Oldman's performance is passionate and perverse; a staunch bout of dissonance for the prim classicists.

3 Amadeus (1984)

amadeus1984
Orion Pictures

Wolfgang Amadeus Mozart (Tom Hulce) is given a fictionalized rivalry with Italian composer Antonio Salieri (F. Murray Abraham from Ray Bradbury's The Wonderful Ice Cream Suit). Amadeus is a debauching musical genius (listen to his "Leck mich im Arsch" or "Lick me in the arse") while Salieri, once a devout Catholic, has his nose turned up to the sky in renouncement to God for gifting such a man with more talent than him.

Rather than suffering from a God complex, or taking responsibility for his prowess, he plots to murder Mozart. The film has been considered one of the greatest ever made, winning many awards. Both actors were nominated for the Academy Award for Best Actor; Abraham took home the gold, but both lived the music.

2 Shine (1996)

Shine1996
First Line Features

Australian concert pianist, David Helfgott (portrayed by Geoffrey Rush) was a budding musician who suffered mental breakdowns and was institutionalized most of his life. His father was both an advocate and abuser, teaching and tormenting David into perfection and compliance.
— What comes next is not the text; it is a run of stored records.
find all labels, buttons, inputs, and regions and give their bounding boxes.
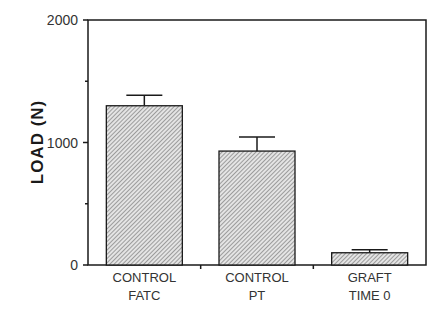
bar bbox=[332, 253, 408, 265]
x-tick-label: TIME 0 bbox=[349, 288, 391, 303]
bar-chart: 010002000 CONTROLFATCCONTROLPTGRAFTTIME … bbox=[0, 0, 438, 312]
x-tick-label: CONTROL bbox=[225, 270, 289, 285]
bar bbox=[219, 151, 295, 265]
x-tick-label: CONTROL bbox=[113, 270, 177, 285]
bars bbox=[106, 95, 407, 265]
y-tick-label: 1000 bbox=[47, 135, 78, 151]
y-tick-label: 0 bbox=[70, 257, 78, 273]
x-tick-label: FATC bbox=[128, 288, 160, 303]
y-tick-label: 2000 bbox=[47, 12, 78, 28]
x-tick-label: GRAFT bbox=[348, 270, 392, 285]
bar bbox=[106, 106, 182, 265]
x-tick-label: PT bbox=[249, 288, 266, 303]
x-axis-labels: CONTROLFATCCONTROLPTGRAFTTIME 0 bbox=[113, 270, 392, 303]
Rather than settle in his father's controlling nuclear family dynamic, David continued to compose and perform his music, eventually finding his way to America. Rush won the Academy Award for Best Actor in Shine and is the tragic triumph of a true-blue virtuoso.

1 The Pianist (2002)

The Pianist movie 2002
Pathé

Adrian Brody plays Holocaust survivor and Polish-Jewish pianist and composer, Władysław Szpilman, in 2002's The Pianist. The film is based on Szpilman's autobiography of the same name, recounting his time living with his family in the Warsaw Ghetto of Nazi-occupied Poland.

His survival and story are both remarkable and terrifying. Every note he strikes with his keys is bittersweet tears of joy, a celebration of life's easily fleeting beauty.